Catholic emphasis on suffering
can become morbid, and I can’t deny that a good bit of what
I’ve seen in that respect—some of the art of the
Renaissance, for instance—has struck me as excessive. But it’s
an excess of something (paradoxically) healthy. Viewed simply as a
matter of psychology, it’s a great benefit. We will all have
pain in our lives, and the Catholic way of looking at it turns it
into something we can give, a personal sacrifice that actually has an
effect.
There is an element of sacrifice
in every gift: in even the smallest, one has given up something of
one’s own, a bit of time or money or effort, with the intent
and hope of making someone else happy, at least for a moment. And in
general a greater sacrifice is a greater gift (setting aside various
forms of manipulation, which are not really gifts at all but attempts
to control, or to purchase affection and gratitude). To be in
physical or mental pain, and to offer that pain to God, as a gift and
a prayer for not just the brief, but the eternal, happiness of those
one loves…well, if there is another way of looking at suffering
that could give it more meaning (for it is suffering that seems to be
meaningless that is
hardest to bear) and more assistance in bearing it, I can’t
think of it. (I’ve written about this before;
it’s something I often think about.)
As far as I know this idea is not
found in Protestant thought generally, and that’s unfortunate.
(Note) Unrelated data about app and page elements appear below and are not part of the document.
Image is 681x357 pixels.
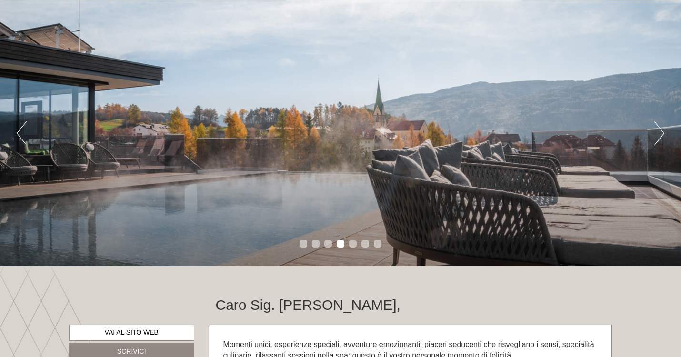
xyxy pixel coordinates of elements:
[654,121,664,145] button: Next
[17,121,27,145] button: Previous
[69,325,194,341] a: Vai al sito web
[216,297,400,313] h1: Caro Sig. [PERSON_NAME],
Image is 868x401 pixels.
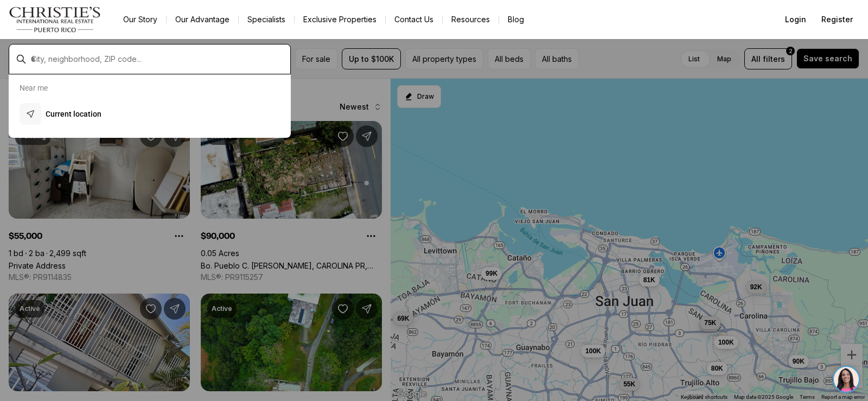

Perhaps it’s being rediscovered, as seems to be happening with
some other Catholic ways of looking at the faith. It seems to me a very striking and significant difference. I don’t know that it necessarily involves in itself a serious doctrinal disagreement, but it certainly illustrates the way doctrinal differences can produce very different cultures of faith. Probably 80% or so of what Roland Dart believes is not seriously at odds with the teachings of the Catholic Church, but that 20% can make a pretty big difference.